CNN quotes two theologians in their article:

“The ‘god’ that Stephen Hawking is trying to debunk is not the creator God of the Abrahamic faiths who really is the ultimate explanation for why there is something rather than nothing,” said Denis Alexander.

“Hawking’s god is a god-of-the-gaps used to plug present gaps in our scientific knowledge.

“Science provides us with a wonderful narrative as to how [existence] may happen, but theology addresses the meaning of the narrative,” said Alexander, director of The Faraday Institute for Science and Religion.

And Fraser Watts, an Anglican priest and Cambridge expert in the history of science, said that it’s not the existence of the universe that proves the existence of God.

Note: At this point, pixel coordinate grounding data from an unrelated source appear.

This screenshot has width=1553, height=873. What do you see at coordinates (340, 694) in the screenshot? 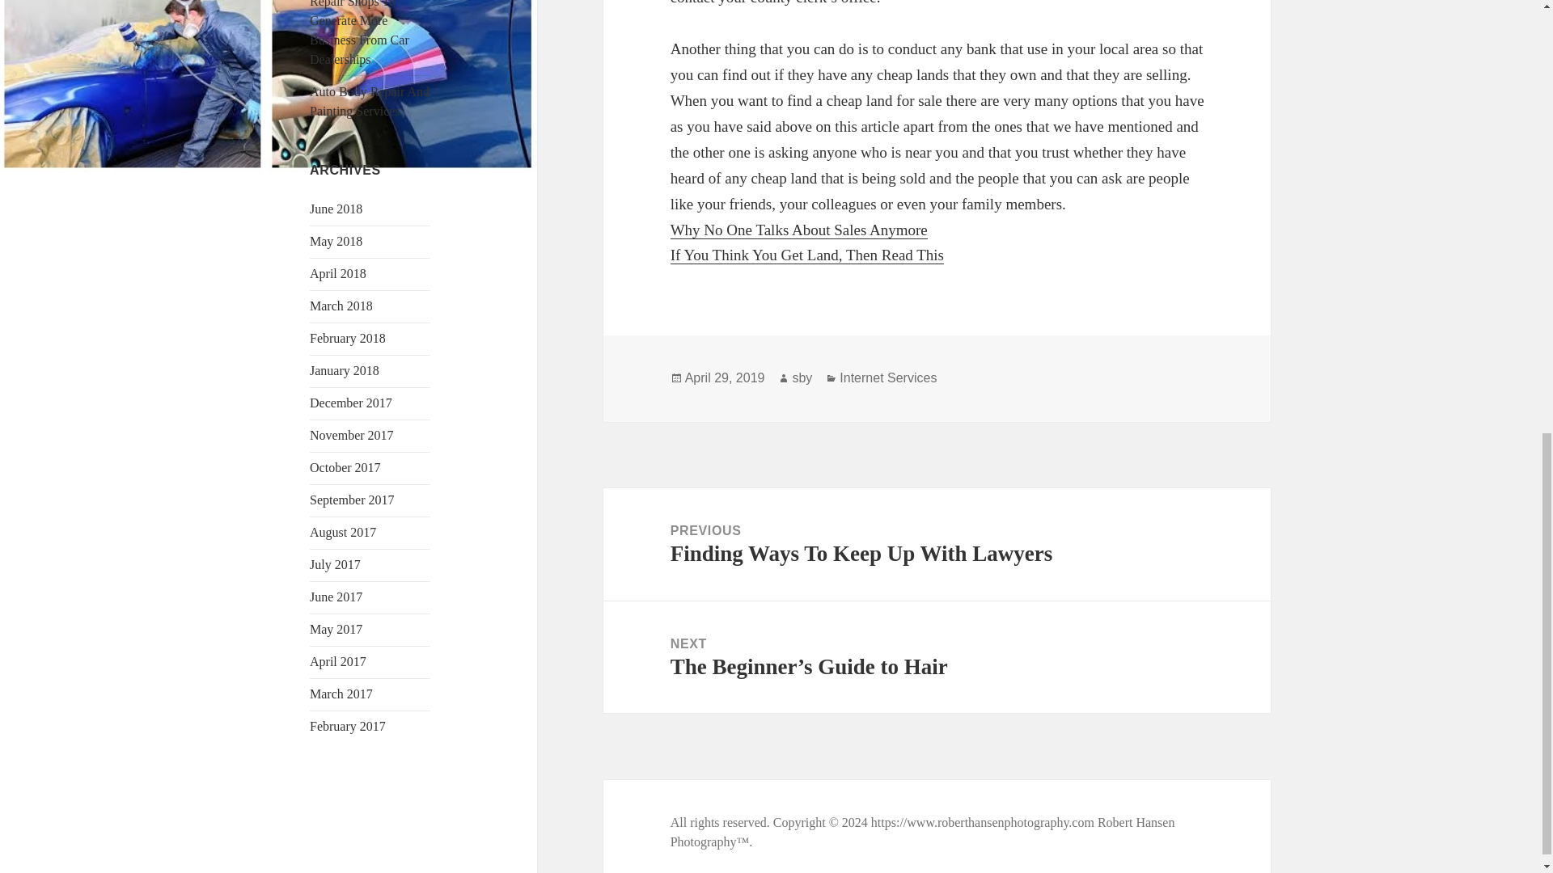
I see `March 2017` at bounding box center [340, 694].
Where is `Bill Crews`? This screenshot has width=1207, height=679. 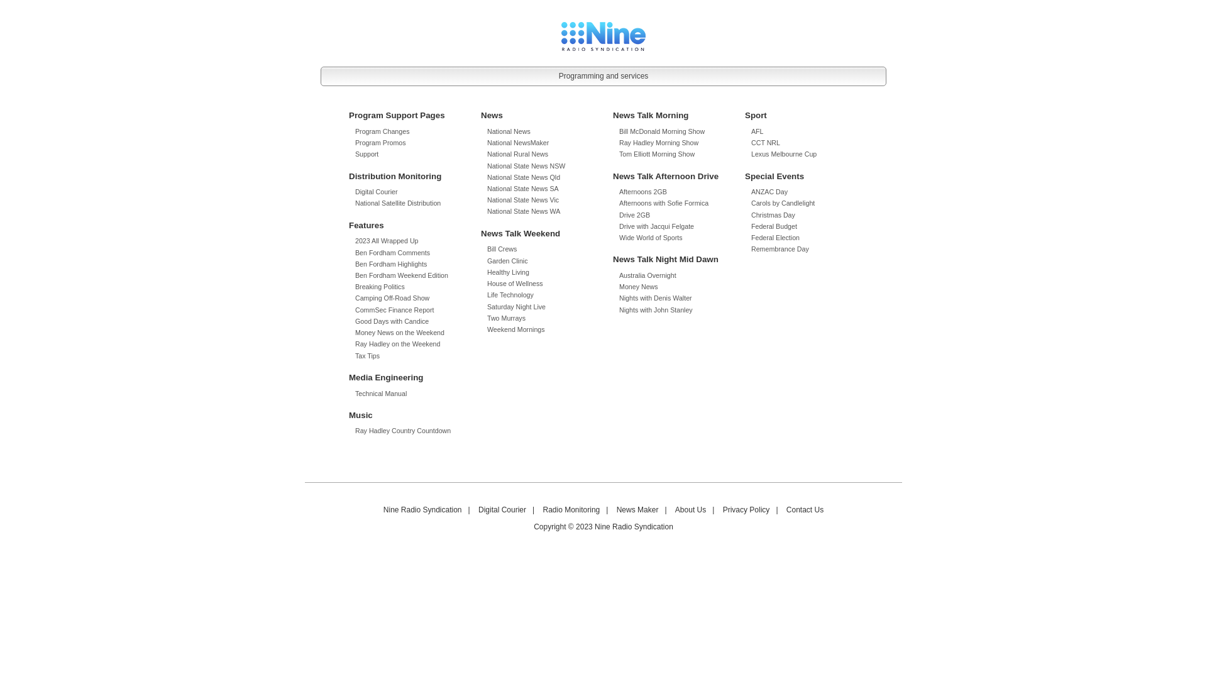
Bill Crews is located at coordinates (502, 249).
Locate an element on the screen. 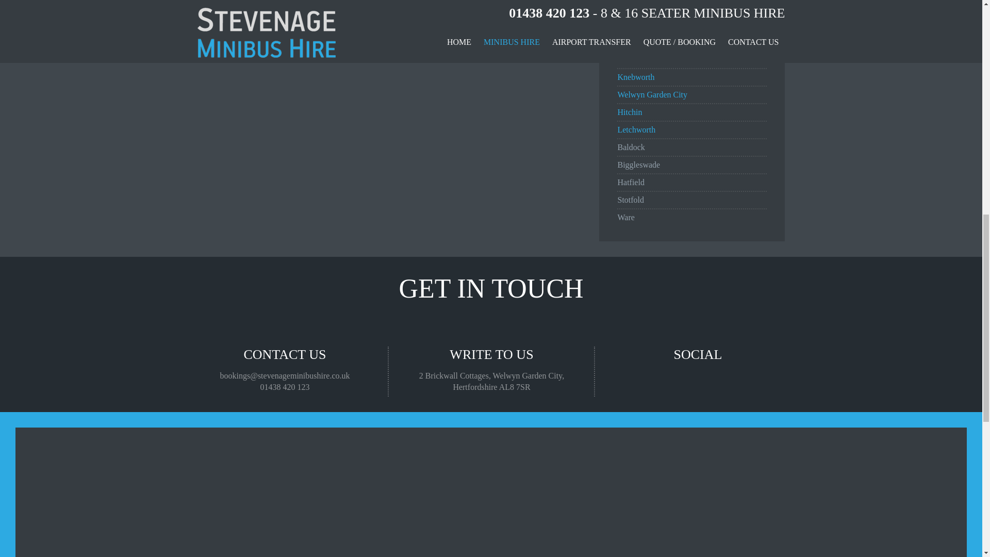 This screenshot has height=557, width=990. Hertford is located at coordinates (631, 42).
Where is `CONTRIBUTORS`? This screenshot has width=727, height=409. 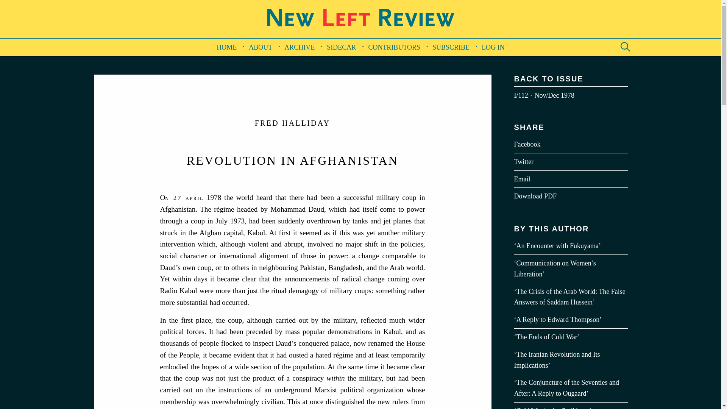 CONTRIBUTORS is located at coordinates (394, 47).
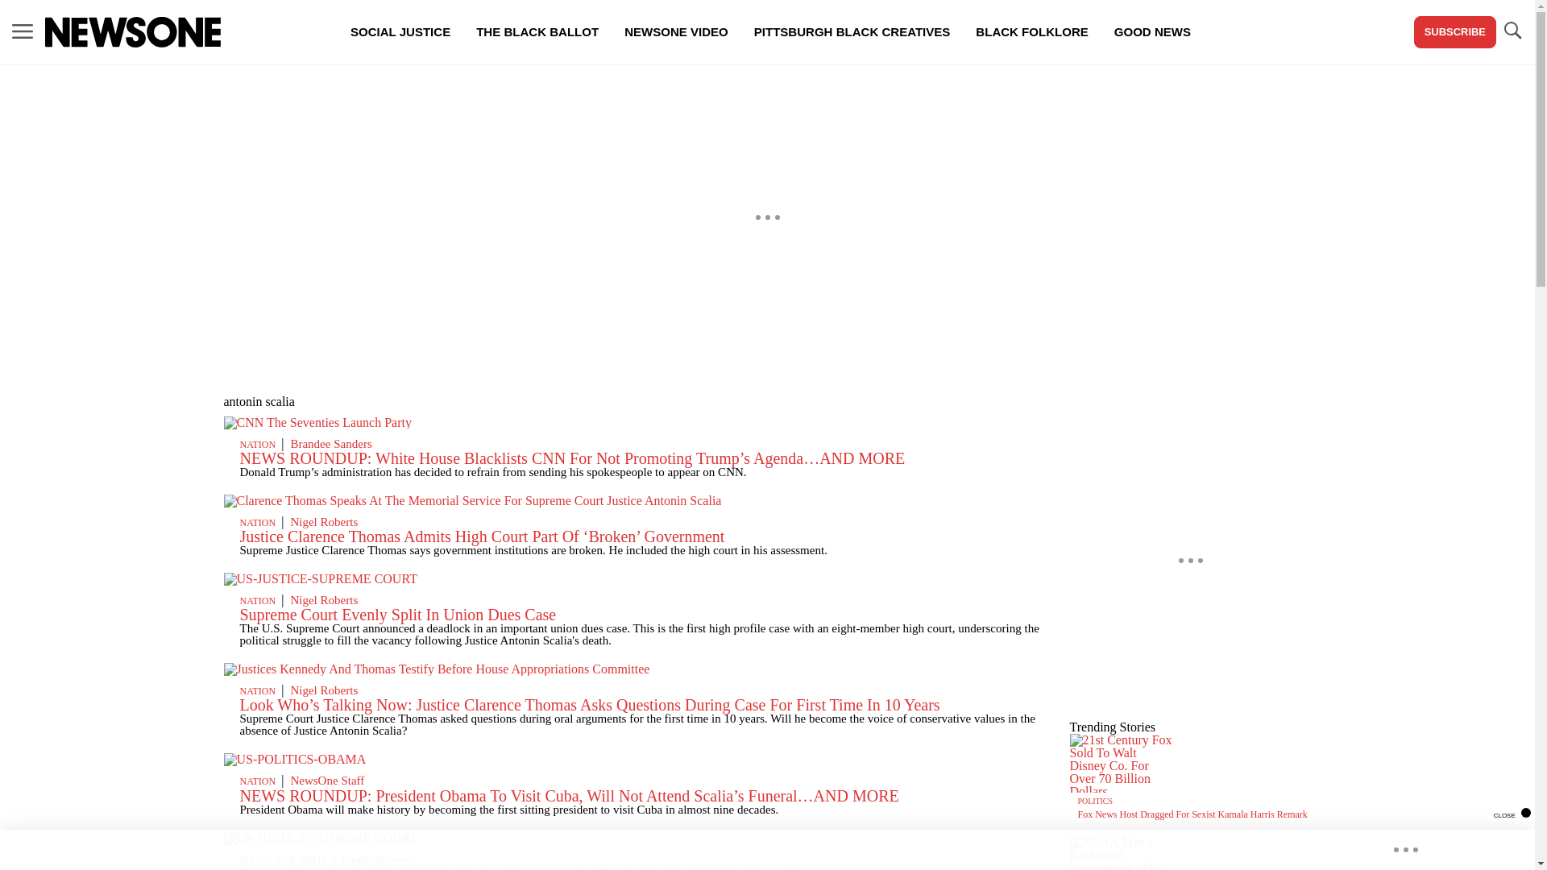 Image resolution: width=1547 pixels, height=870 pixels. I want to click on Supreme Court Evenly Split In Union Dues Case, so click(398, 614).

Other religious leaders are responding in a series of op-ed in The Times of London. The Times reports (from behind their paywall) on the reaction of the Archbishop of Canterbury and other British religious leaders:

The Archbishop of Canterbury, Rowan Williams, dismissed the conclusions of Britain’s most eminent scientist, telling The Times: “Belief in God is not about plugging a gap in explaining how one thing relates to another within the Universe. It is the belief that there is an intelligent, living agent on whose activity everything ultimately depends for its existence.

“Physics on its own will not settle the question of why there is something rather than nothing.”

Rabbi Jonathan Sacks wrote the first response (also from behind a paywall):

What would we do for entertainment without scientists telling us, with breathless excitement, that “God did not create the Universe”, as if they were the first to discover this astonishing proposition? Stephen Hawking is the latest, but certainly not the first. When Napoleon asked Laplace, two hundred years ago, where was God in his scientific system, the mathematician replied, Je n’ai pas besoin de cette hypothèse. “I do not need God to explain the Universe.” We never did. That is what scientists do not understand.

There is a difference between science and religion. Science is about explanation. Religion is about interpretation. Science takes things apart to see how they work. Religion puts things together to see what they mean. They are different intellectual enterprises. They even occupy different hemispheres of the brain. Science — linear, atomistic, analytical — is a typical left-brain activity. Religion — integrative, holistic, relational — is supremely a work of the right brain.

It is important for us to understand the misinterpretation Professor Hawking has made, because the mutual hostility between religion and science is one of the curses of our age, and is damaging to religion and science in equal measure.